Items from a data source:
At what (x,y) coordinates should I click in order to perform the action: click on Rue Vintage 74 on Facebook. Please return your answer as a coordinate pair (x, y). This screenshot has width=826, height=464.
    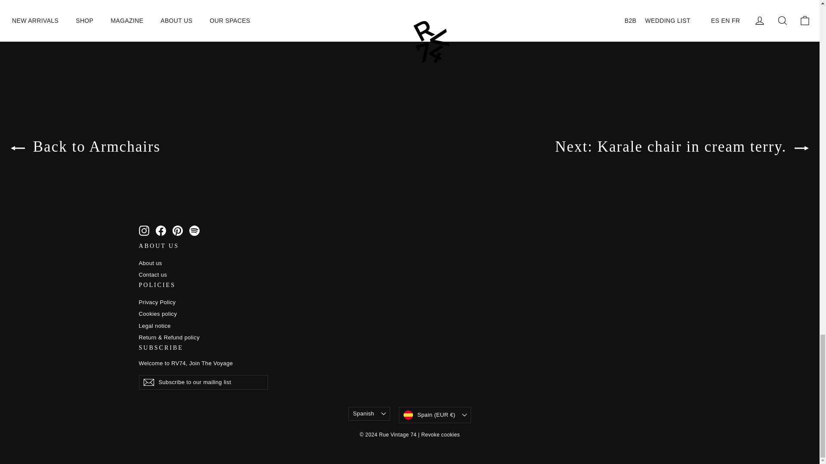
    Looking at the image, I should click on (161, 230).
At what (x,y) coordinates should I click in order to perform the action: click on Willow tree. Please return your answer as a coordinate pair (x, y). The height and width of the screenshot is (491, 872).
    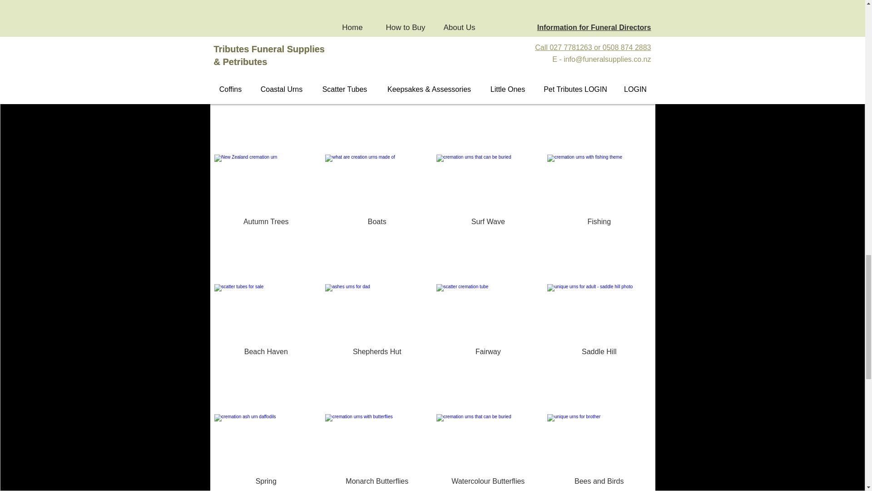
    Looking at the image, I should click on (488, 92).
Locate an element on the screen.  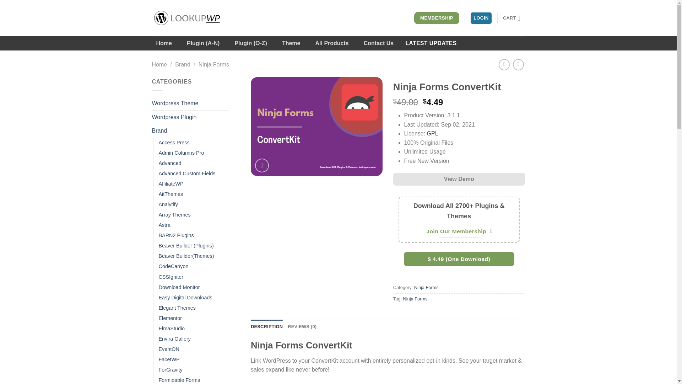
LATEST UPDATES is located at coordinates (431, 43).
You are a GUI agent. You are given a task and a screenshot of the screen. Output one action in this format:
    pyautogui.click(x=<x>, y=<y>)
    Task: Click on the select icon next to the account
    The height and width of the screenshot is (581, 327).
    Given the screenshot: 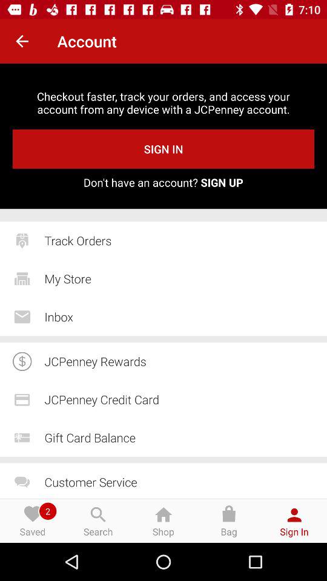 What is the action you would take?
    pyautogui.click(x=22, y=41)
    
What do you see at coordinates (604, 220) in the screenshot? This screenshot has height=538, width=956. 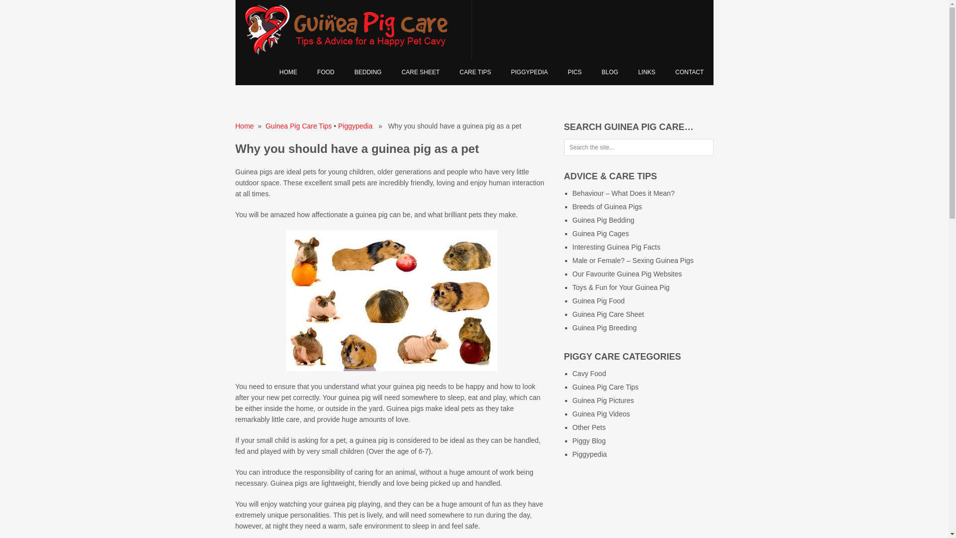 I see `Guinea Pig Bedding` at bounding box center [604, 220].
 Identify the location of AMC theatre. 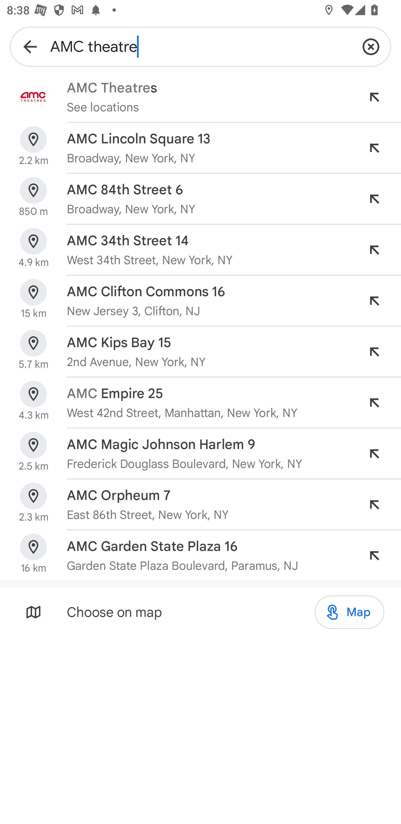
(200, 46).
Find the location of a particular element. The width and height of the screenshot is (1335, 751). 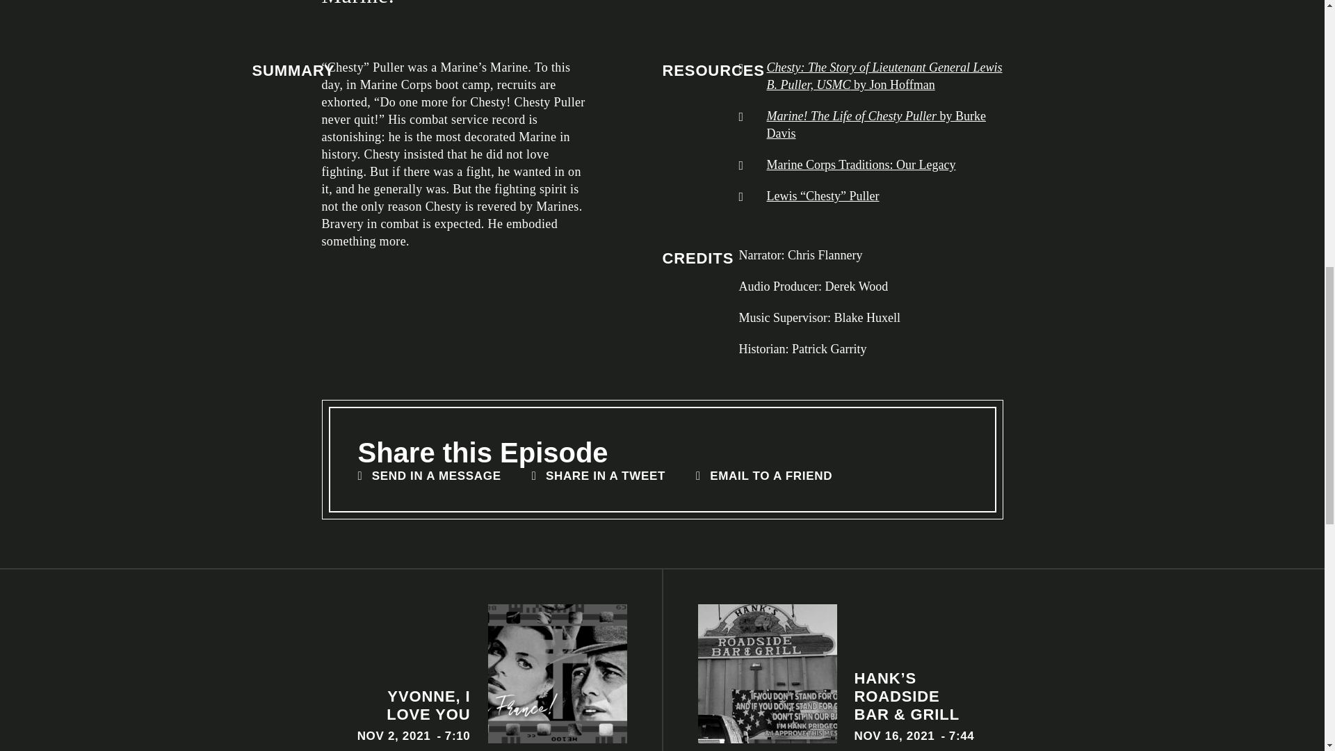

EMAIL TO A FRIEND is located at coordinates (764, 476).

▶ Problem:
Through the line containing "Task: Click on" and no further, restate the data above word for word from its first line, leaving out pictures.

▶ Answer to this problem:
At what (x,y) coordinates should I click in order to perform the action: click on Rue Vintage 74 on Facebook. Please return your answer as a coordinate pair (x, y). This screenshot has width=826, height=464.
    Looking at the image, I should click on (161, 230).
At what (x,y) coordinates should I click in order to perform the action: click on Willow tree. Please return your answer as a coordinate pair (x, y). The height and width of the screenshot is (491, 872).
    Looking at the image, I should click on (488, 92).
Locate an element on the screen.  
LATEST UPDATES is located at coordinates (431, 43).
You are a GUI agent. You are given a task and a screenshot of the screen. Output one action in this format:
    pyautogui.click(x=<x>, y=<y>)
    Task: Click on the select icon next to the account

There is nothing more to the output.